I didn’t disclose my rape until I was twenty-five. In the intervening decade, I had become very, very sick. And not a single doctor asked me if anything traumatic had ever happened to me.
The reason I finally told my doctors about my assault was that by twenty-five, my illness had become so severe that I could no longer work, socialise, or function in any meaningful way. I couldn’t stay out of hospital. The abdominal pain was getting worse each year and new symptoms were developing all the time. No treatments worked, and the longer I spent lying in a hospital bed, the more I started thinking about that other night in a hospital bed, years earlier, the one where a kindly doctor had asked me if I had ever been assaulted. Finally, I thought to myself: I’ll do anything to get better. Even this. Even share the secret I promised myself I would take to my grave.
I wish it hadn’t had to get that bad before I finally sought help for my trauma and sought out doctors who understood the connection between trauma, chronic illness and chronic pain. I wish that path had been available to me ten years earlier.
My story makes me furious, looking back on it now—and it makes me determined to advocate for proper trauma training for doctors of all specialties, and particularly for emergency room doctors. If more doctors are trauma-trained, these kinds of situations can be avoided.
“The physical body can no longer be considered separate to the mind,” Joan Haliburn, a lecturer in psychological medicine at the University of Sydney, told me in an interview last year. “Trauma-informed care must be introduced – a system that addresses all patients with trauma in mind.”
Trauma-informed healthcare means making sure that doctors know how to spot the signs of trauma when a person presents to a GP or to a hospital. It means being able to look past the symptoms that the patient is reporting and spot a potential traumatic event as their underlying case—as the thing that connects up all the dots.
“Trauma has been linked to many medical conditions, including, but not limited to autoimmune diseases like Crohn’s, Rheumatoid Arthritis and Lupus, heart disease, diabetes and hypertension,” Dr. Linda Henderson-Smith Director for Children and Trauma-Informed Services at the National Council for Behavioural Health, said.

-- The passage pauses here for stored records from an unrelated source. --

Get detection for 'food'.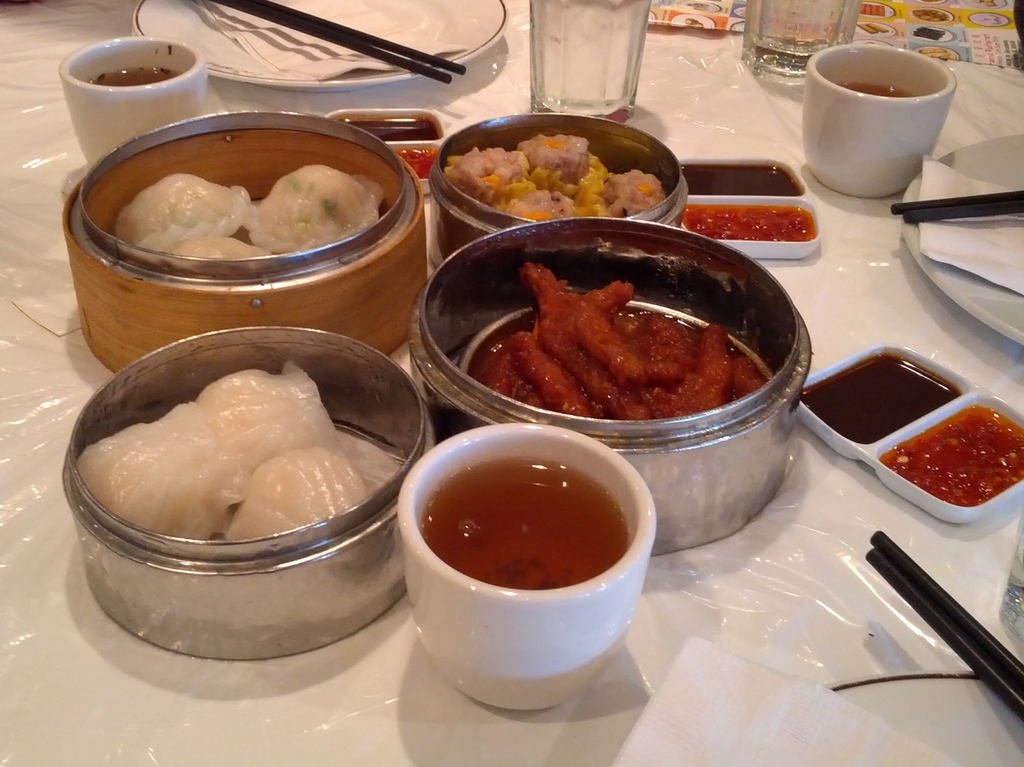
Detection: Rect(241, 161, 383, 252).
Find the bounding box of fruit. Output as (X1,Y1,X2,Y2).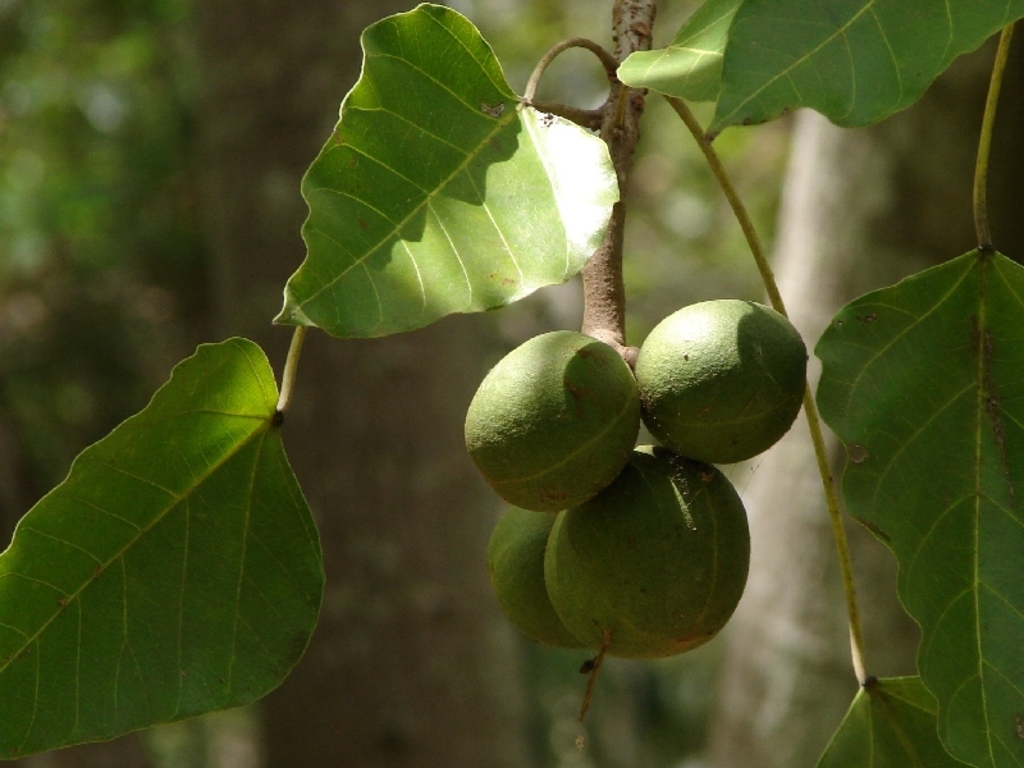
(631,294,810,468).
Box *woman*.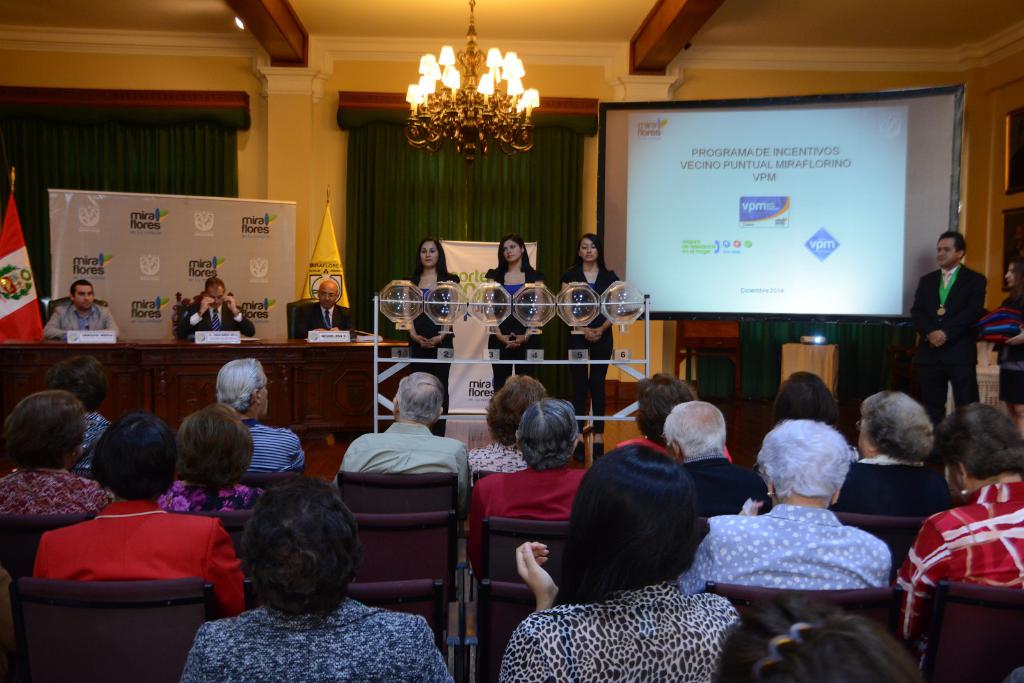
select_region(474, 365, 553, 480).
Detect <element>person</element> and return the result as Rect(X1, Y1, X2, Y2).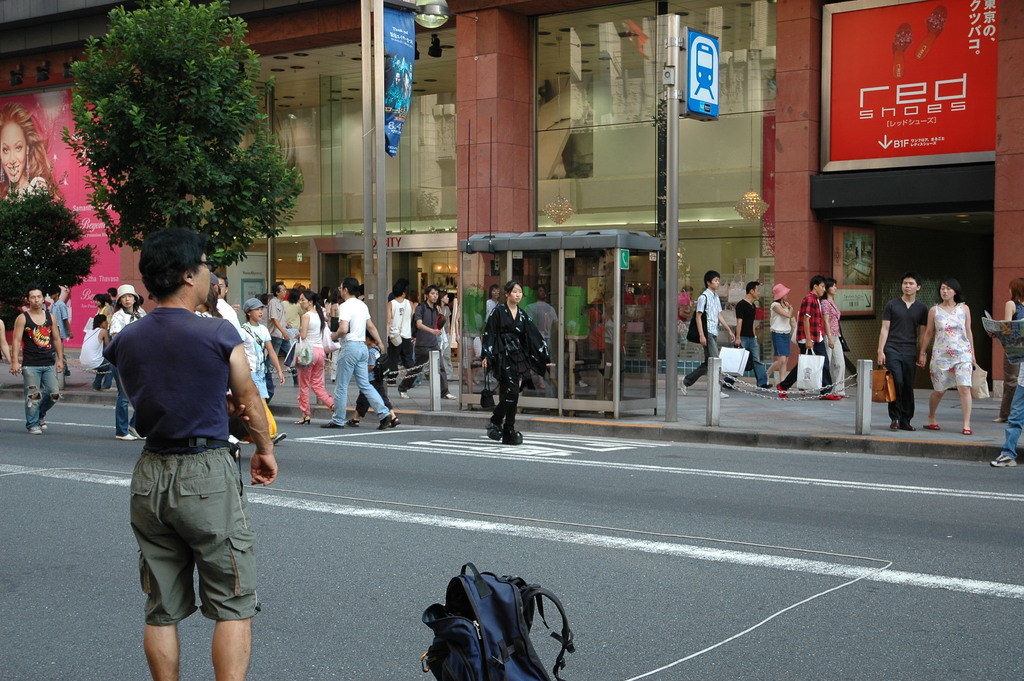
Rect(19, 284, 61, 434).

So what does trauma-informed medical care look like? As in my case, it has to start with asking the right questions.
“Patients often do not volunteer such information about prior experiences, because of guilt or shame,” explains Dr L. Elizabeth Lincoln, a primary care physician at Massachusetts General Hospital, in an article for an article published through Harvard Medical School.
A simple question such as, “Is there anything in your history that makes seeing a practitioner or having a physical examination difficult?” could make all the difference, she explains.
“Trauma-informed care is defined as practices that promote a culture of safety, empowerment, and healing,” Dr Lincoln says.
I’d like to see this approach being taught in every medical school across Australia. That way doctors can see the signs, and ask the right questions, to help patients access trauma treatment without having to wait ten years and countless hospital admissions before getting the help they need.
Lucia Osborne-Crowley is a writer and journalist. Her news reporting and literary work has appeared in Granta, GQ, The Sunday Times, HuffPost UK, The Guardian, ABC News, Meanjin, The Lifted Brow and others. She currently works as a staff reporter for Law360.
Her first book, I Choose Elena, was published in 2019 and her second book, My Body Keeps Your Secrets, was published in September 2021.
"I’ve been writing about the erasure of men’s violence against women in the media for over a decade now. I’ve written articles, started the FixedIt social media campaign, studied it university and written a book about it. So, I guess by now you could almost call it an obsession."